Taters91, are the speakers just typical speakers or studio monitors? I can't really tell, could be either.
Wow, looks gorgeous, Drunken.
Can we get more overall pics though? -.- Especially dat rear I/O... holy cow. Also specs list, you durp!
Don't mind the cat he's just an attention hogger. Also, NO my computer isn't on the carpet, I have something underneath. I'm not that silly.
One rad is out and the res/pump is out of the build atm since that used to rest on said rad. Combined with some missing cables (24pin in particular), as well as not being arsed to spend more time on pictures, this is what you're getting until I'm back from school in... 9 hours time. (Including sleep.)
I did try to get a better shot of the rear IO, but couldn't find anything satisfying that captured it at the right aperture, sorry.
Specs are the same as last time, but sure.
CPU: i5 2500k
Mobo: Sabertooth Z77
RAM: Dominator Platinum (2x8GB, 1600MHz)
GPU: GTX 680 x2
Sound: Xonar STX
SSD: Force 3 240GB
HDD: Spinpoint F3 1TB
PSU: AX 850
Case: Switch 810
Ideally, I'd prefer not to screw up the aesthetics with a wireless card internally, as they're universally gory green PCBs, and so when I saw that a store in the area sold a wifi range extender that also functioned as switch I grabbed it. Netgear... something something. Hopefully it'll be decent enough to keep up my internet.
Fore mention: Yes, only one screen; No, no sound card integrated is fine for me, I don't use my speakers often; This took forever to write.
- [Chassis/Case]: Corsair Obsidian Series 800D
- [Power Supply]: 800W Corsair GS Power Supply Unit (Dual SLI Compatible)
- [Motherboard]: ASUS Sabertooth Z77 (Intel Z77 Chipset) (ATX Form Factor, 4 DIMMS, 4 PCI Expansion Slots) (USB 3.0 + SATA 6GB/s) + TUF Thermal Armor/Radar
- [Processor]: Intel® Core i5-3570K (3.40-3.80GHz) (22nm, 6MB cache) (Quad-Core CPU) (Z77 Motherboard Required)

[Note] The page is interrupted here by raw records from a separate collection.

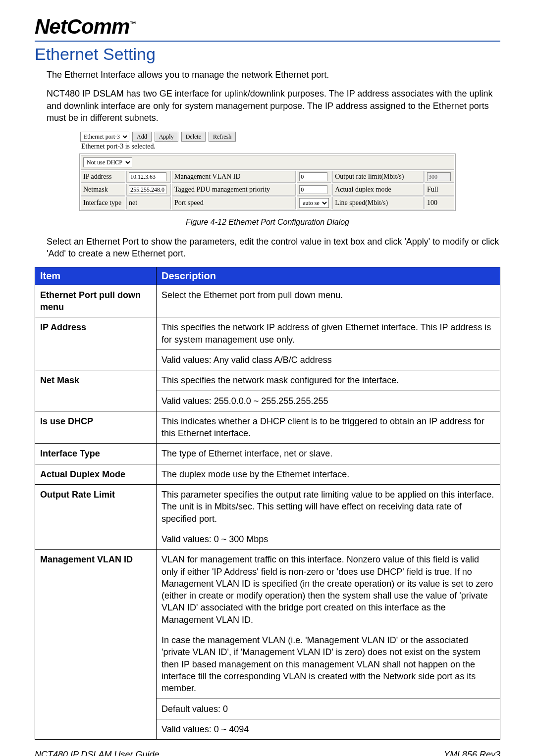  I want to click on iftype-value: net, so click(149, 203).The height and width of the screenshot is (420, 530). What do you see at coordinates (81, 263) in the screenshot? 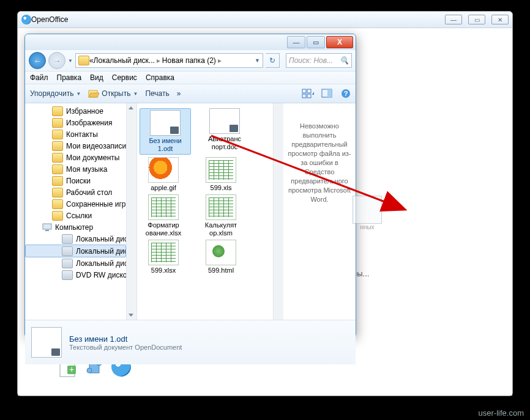
I see `tree-drive: Локальный диск (E:)` at bounding box center [81, 263].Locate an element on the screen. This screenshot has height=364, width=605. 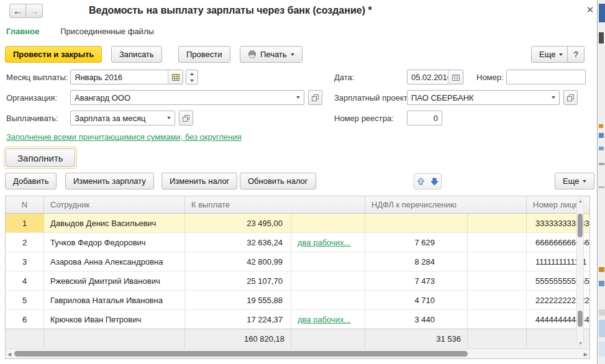
post-button: Провести is located at coordinates (204, 55).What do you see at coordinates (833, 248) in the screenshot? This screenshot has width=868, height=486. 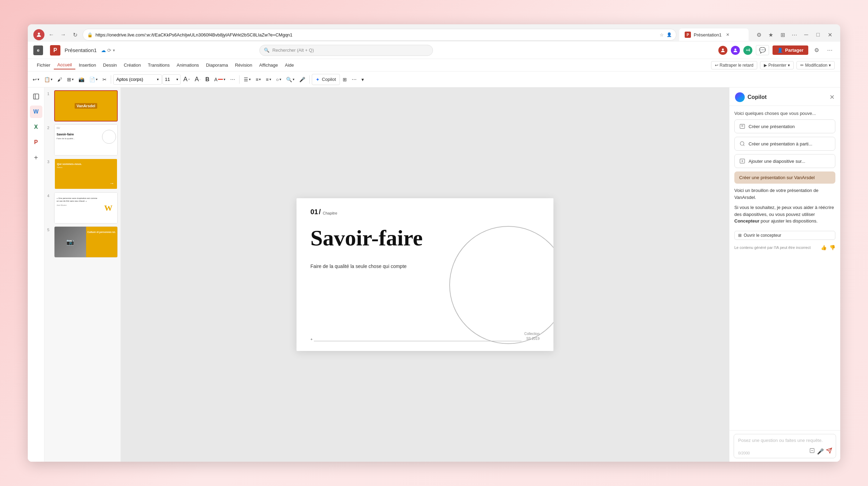 I see `thumbs-down-button: 👎` at bounding box center [833, 248].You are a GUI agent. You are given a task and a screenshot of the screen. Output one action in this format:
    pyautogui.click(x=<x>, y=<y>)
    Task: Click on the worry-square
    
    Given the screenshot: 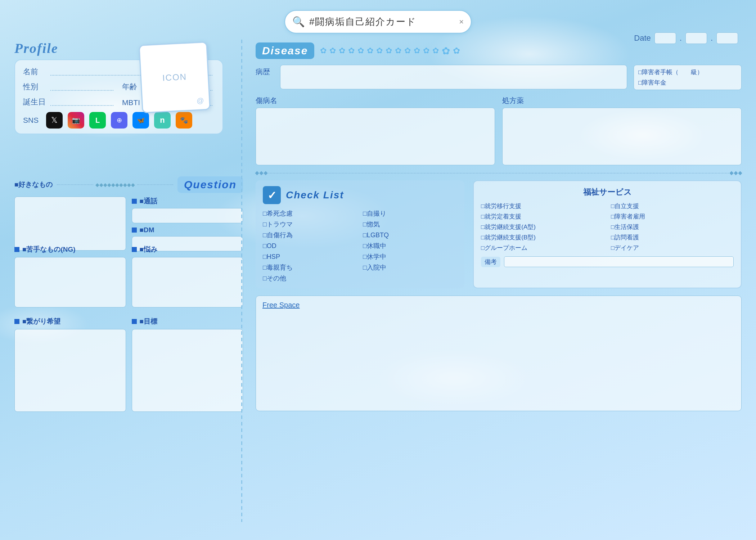 What is the action you would take?
    pyautogui.click(x=134, y=249)
    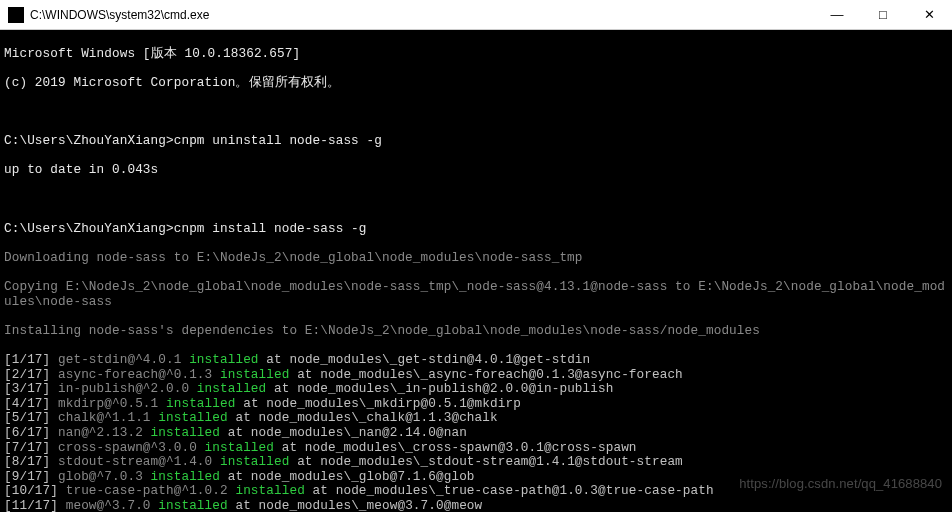  What do you see at coordinates (16, 15) in the screenshot?
I see `cmd-icon` at bounding box center [16, 15].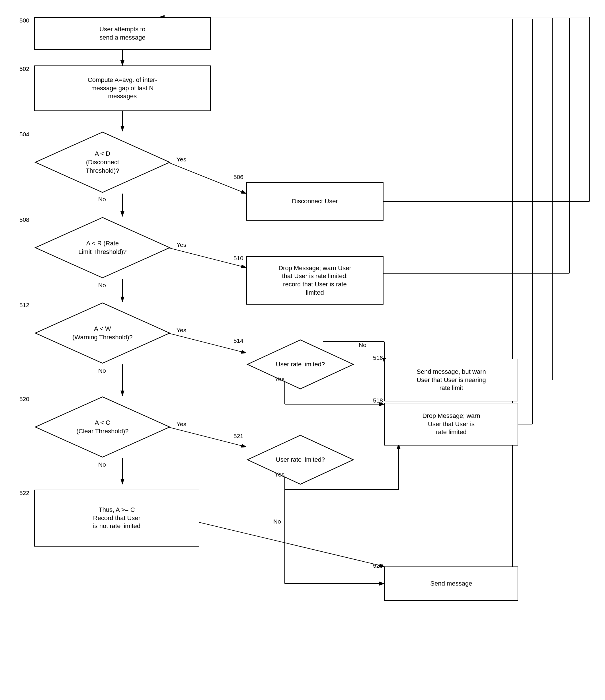 This screenshot has width=605, height=700. I want to click on node-508-diamond: A < R (RateLimit Threshold)?, so click(103, 248).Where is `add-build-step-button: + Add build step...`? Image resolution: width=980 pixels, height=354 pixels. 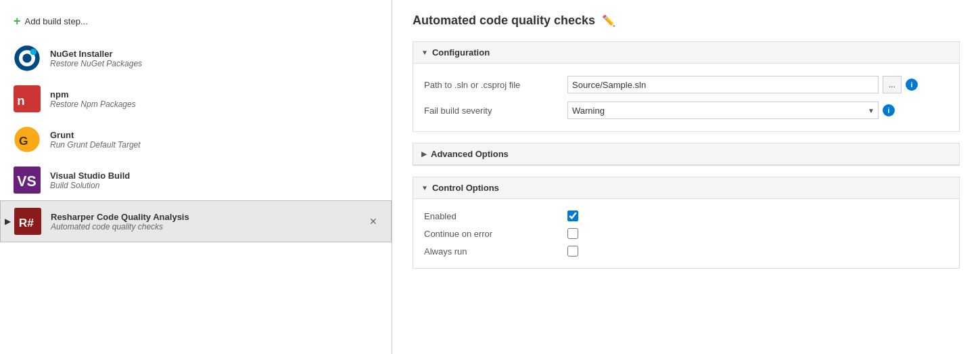 add-build-step-button: + Add build step... is located at coordinates (196, 24).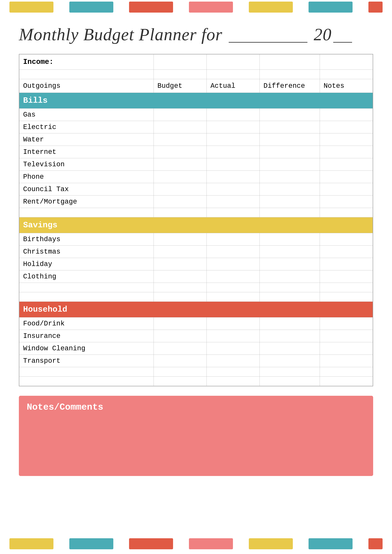 Image resolution: width=392 pixels, height=554 pixels. Describe the element at coordinates (180, 336) in the screenshot. I see `insurance-budget` at that location.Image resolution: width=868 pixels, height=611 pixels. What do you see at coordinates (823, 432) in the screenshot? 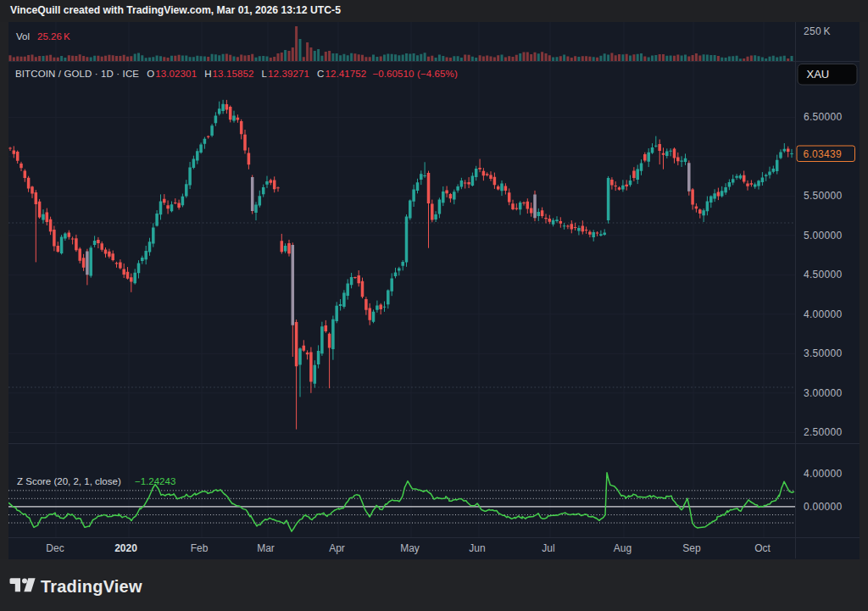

- [Overclock]: CPU 4.0GHz to 4.4GHz
- [Graphics Card]: NVIDIA® GeForce GTX 680 (2GB) (Includes PhysX) (EVGA Edition)
- [Hard Drive]: 1,000GB (1TB) 7200RPM Seagate (32MB Cache)
- [Optical Drive]: 24x DVD Writer/Reader + 48x CD Writer/Reader
- [Cooling]: Corsair H80 Liquid CPU Cooler (High-Performance Edition)
- [More cooling]: High performence LED fans (Top of chassie)
- [Memory]: 16GB DDR3 1600MHz (4GBx4 SODIMMS)
- [Networking]: Wireless PCI 802.11n Up to 300MB/s (Supports 802.11n/g/b)
- [Monitors]: ASUS (VS208N-P) 20” LED Backlit (16:9) Widescreen Monitor (Black) (5ms response time)
That Intel has a trademark on their name for example? :P
1) Netgear is pretty good from what I can tell/have heard.
2) A larger shot of the entire rear would probably be ideal/awesome. <3
3) I think it's good for people to post specs whenever they post pictures so newer folks know what they are looking at. :P Also, wasn't sure which rig this one was. lol
AMD 9600 quad core processor
Geforce GTX 650
320 GB hard drive
Asus M2N68-AM SE2 motherboard
It's a little outdated, but it plays games perfectly at 40-60 fps. Other then the graphics card, I've had the same parts in my computer since 09.
Holy cow, pretty old CPU! Bet you'd see a pretty nice increase in performance for upgrading it!
Also, I daresay your sig looks rather large, I'd see about trying to move the bottom character list part to the right of the picture, because as it is I think it is infract-worthy. =X
Eh, idk I'm weird like that, I like everything to be labeled and organised. I have a P-Touch (is that the name for those little labeling machine?) at home. And I mean, for the graphics card, cache matters a little :P. There a difference between a GTX 680 (2GB) and GTX 680 (4GB)
noted and fixed. And @cpu being old, I found a program that disables a patch that was applied to the brand of processors that im using, and once the patch is disabled, it makes my games get almost 30fps increase so I'm happy with that.(you probably already knew about that though)
No, I know very little about that CPU other than it is old as hell. :P I've actually never owned an AMD CPU system, either, unless my family's Gateway from 1998-2004 was AMD-based, but I honestly can't recall. That was before I knew anything about computers, really, long before.